Striking Out on Her Own

The summer after her graduation, Jackie took another trip to Europe, this time with her sister, Lee. They kept a detailed, humorous journal called One Special Summer that also included Jackie's poems and illustrations. Traveling without chaperones, the sisters faithfully recorded every adventure.

Through Hughdie's family connections, they met ambassadors, aristocrats, artists, intellectuals, and a cast of eccentric characters, including their cabin mate on the trip across the Atlantic. The 90-something woman liked sleeping in the nude and kept the girls awake by turning her light on and off all night.

The person who had the greatest impact on Jackie was noted art critic Bernard Berenson, whom they visited at his home in Tuscany. She considered him as wise about life as he was insightful about art.

She Said…

“It was the difference between living and existing that he had spoken of, and both of us [Jackie and Lee] had simply been existing in our selfish ways far too long. ‘The only way to exist happily is to love your work,’ he said. ‘Anything you want, you must make enemies and suffer for.’”

Jackie took art lessons in Venice and bought a secondhand car in London so she and Lee could drive into the countryside. In Spain they were invited to a party thrown by local aristocrats who lived in a converted monastery. Jackie sat in a chair that once belonged to Christopher Columbus and admired their collection of royal jewels and handwritten notes from King George V. Jackie later wryly noted that their hosts' sons were only interested in getting Jackie and Lee to jitterbug with them.

When the sisters returned from Europe in September, Jackie was overcome with a restless malaise. Even her beloved Merrywood seemed confining. Janet's suggestion was for Jackie to find a wealthy husband who could give her the financial means to continue traveling and furthering her interest in art.

Fact

In the 1950s, social conservatives pushed “traditional” families where the men were the sole earners. Those women who did work until marriage usually gravitated toward low-level clerical jobs. Teaching was also an “acceptable” profession. It was less common for women to break into traditionally male-dominated professions such as medicine, law, and engineering, although some women did.

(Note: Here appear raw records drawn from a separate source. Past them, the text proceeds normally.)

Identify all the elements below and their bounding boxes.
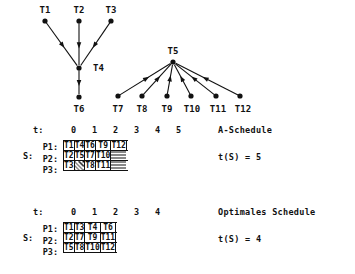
a-schedule-s-label: S:: [23, 152, 33, 161]
a-schedule-task-cell: T7: [85, 151, 96, 161]
figure-root: T1T2T3T4T6T5T7T8T9T10T11T12 t: 012345 S:…: [0, 0, 355, 274]
a-schedule-row: T2T5T7T10: [64, 151, 128, 161]
b-schedule-task-cell: T8: [74, 243, 85, 253]
a-schedule-end-marker: [126, 141, 127, 151]
b-schedule-tick-3: 3: [131, 208, 143, 217]
graph-node-t4: [76, 65, 81, 70]
a-schedule-task-cell: T2: [64, 151, 75, 161]
graph-node-label-t11: T11: [210, 104, 226, 114]
a-schedule-task-cell: T6: [85, 141, 96, 151]
b-schedule-tick-1: 1: [89, 208, 101, 217]
graph-node-t9: [164, 93, 169, 98]
graph-edge-arrowhead: [178, 75, 185, 83]
a-schedule-end-marker: [126, 151, 127, 161]
graph-edge-arrowhead: [77, 42, 82, 48]
graph-node-t7: [115, 93, 120, 98]
a-schedule-tick-2: 2: [110, 126, 122, 135]
a-schedule-grid: T1T4T6T9T12T2T5T7T10T3T8T11: [63, 140, 128, 171]
graph-edges: [46, 23, 238, 95]
b-schedule-task-cell: T3: [74, 223, 85, 233]
b-schedule-end-marker: [116, 233, 117, 243]
a-schedule-task-cell: T11: [95, 161, 110, 171]
a-schedule-idle-slot: [74, 161, 85, 171]
b-schedule-processor-label-3: P3:: [36, 248, 58, 257]
a-schedule-task-cell: T8: [85, 161, 96, 171]
b-schedule-task-cell: T5: [64, 243, 75, 253]
a-schedule-processor-label-1: P1:: [36, 143, 58, 152]
graph-node-t1: [42, 18, 47, 23]
b-schedule-s-label: S:: [23, 234, 33, 243]
b-schedule-row: T2T7T9T11: [64, 233, 117, 243]
b-schedule-task-cell: T9: [85, 233, 100, 243]
graph-node-t8: [139, 93, 144, 98]
graph-edge-arrowhead: [77, 80, 82, 86]
graph-node-t11: [213, 93, 218, 98]
a-schedule-caption: A-Schedule: [218, 126, 272, 135]
a-schedule-tick-3: 3: [131, 126, 143, 135]
a-schedule-tail-slot: [111, 151, 126, 161]
a-time-axis-label: t:: [33, 126, 44, 135]
graph-node-t5: [170, 59, 175, 64]
graph-edge-arrowhead: [201, 75, 209, 82]
a-schedule-processor-label-3: P3:: [36, 166, 58, 175]
graph-node-label-t8: T8: [137, 104, 148, 114]
graph-node-label-t9: T9: [162, 104, 173, 114]
a-schedule-tick-1: 1: [89, 126, 101, 135]
a-schedule-cost: t(S) = 5: [218, 153, 261, 162]
b-schedule-processor-label-1: P1:: [36, 225, 58, 234]
graph-node-label-t1: T1: [40, 5, 51, 15]
b-schedule-tick-2: 2: [110, 208, 122, 217]
a-schedule-task-cell: T10: [95, 151, 110, 161]
a-schedule-task-cell: T1: [64, 141, 75, 151]
b-schedule-task-cell: T10: [85, 243, 100, 253]
graph-node-t2: [76, 18, 81, 23]
a-schedule-task-cell: T9: [95, 141, 110, 151]
graph-node-label-t6: T6: [74, 104, 85, 114]
b-schedule-tick-4: 4: [152, 208, 164, 217]
graph-edge-arrowhead: [143, 75, 151, 82]
graph-node-label-t12: T12: [235, 104, 251, 114]
b-schedule-task-cell: T2: [64, 233, 75, 243]
a-schedule-task-cell: T3: [64, 161, 75, 171]
a-schedule-task-cell: T5: [74, 151, 85, 161]
b-schedule-processor-label-2: P2:: [36, 237, 58, 246]
graph-node-t3: [108, 18, 113, 23]
graph-node-label-t3: T3: [106, 5, 117, 15]
a-schedule-end-marker: [126, 161, 127, 171]
graph-node-label-t5: T5: [168, 46, 179, 56]
b-schedule-tick-0: 0: [68, 208, 80, 217]
a-schedule-tick-4: 4: [152, 126, 164, 135]
a-schedule-task-cell: T4: [74, 141, 85, 151]
a-schedule-tick-5: 5: [173, 126, 185, 135]
b-schedule-task-cell: T6: [100, 223, 115, 233]
graph-node-label-t10: T10: [184, 104, 200, 114]
b-schedule-task-cell: T4: [85, 223, 100, 233]
graph-node-labels: T1T2T3T4T6T5T7T8T9T10T11T12: [40, 5, 252, 114]
graph-node-label-t2: T2: [74, 5, 85, 15]
b-schedule-row: T5T8T10T12: [64, 243, 117, 253]
precedence-graph: T1T2T3T4T6T5T7T8T9T10T11T12: [0, 0, 355, 120]
b-schedule-end-marker: [116, 223, 117, 233]
b-time-axis-label: t:: [33, 208, 44, 217]
a-schedule-tick-0: 0: [68, 126, 80, 135]
a-schedule-row: T1T4T6T9T12: [64, 141, 128, 151]
graph-node-t12: [237, 93, 242, 98]
graph-node-t6: [76, 94, 81, 99]
graph-node-label-t7: T7: [113, 104, 124, 114]
b-schedule-task-cell: T11: [100, 233, 115, 243]
graph-edge-arrowhead: [91, 42, 98, 50]
a-schedule-task-cell: T12: [111, 141, 126, 151]
b-schedule-task-cell: T7: [74, 233, 85, 243]
graph-node-t10: [188, 93, 193, 98]
a-schedule-processor-label-2: P2:: [36, 155, 58, 164]
graph-node-label-t4: T4: [93, 63, 104, 73]
b-schedule-task-cell: T1: [64, 223, 75, 233]
b-schedule-caption: Optimales Schedule: [218, 208, 316, 217]
b-schedule-cost: t(S) = 4: [218, 235, 261, 244]
b-schedule-end-marker: [116, 243, 117, 253]
b-schedule-row: T1T3T4T6: [64, 223, 117, 233]
a-schedule-row: T3T8T11: [64, 161, 128, 171]
b-schedule-grid: T1T3T4T6T2T7T9T11T5T8T10T12: [63, 222, 117, 253]
a-schedule-tail-slot: [111, 161, 126, 171]
b-schedule-task-cell: T12: [100, 243, 115, 253]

Jackie had other ideas. She wanted to be in the center of things and was more determined than ever to pursue writing as a career. It wasn't simple personal ambition that drove her. She resented the high-society notion that a woman's accomplishments were measured by whom she married. She wanted to feel as if she was accomplishing something useful.

She also needed the extra money. The relatively small allowance from Black Jack barely covered her personal expenses. So Jackie asked Hughdie's friend Arthur Krock to put in a good word for her at the Washington Times-Herald, which was known for employing young women out of college. Krock did, and Jackie was hired as a part-time receptionist. But as usual, she had bigger plans for herself.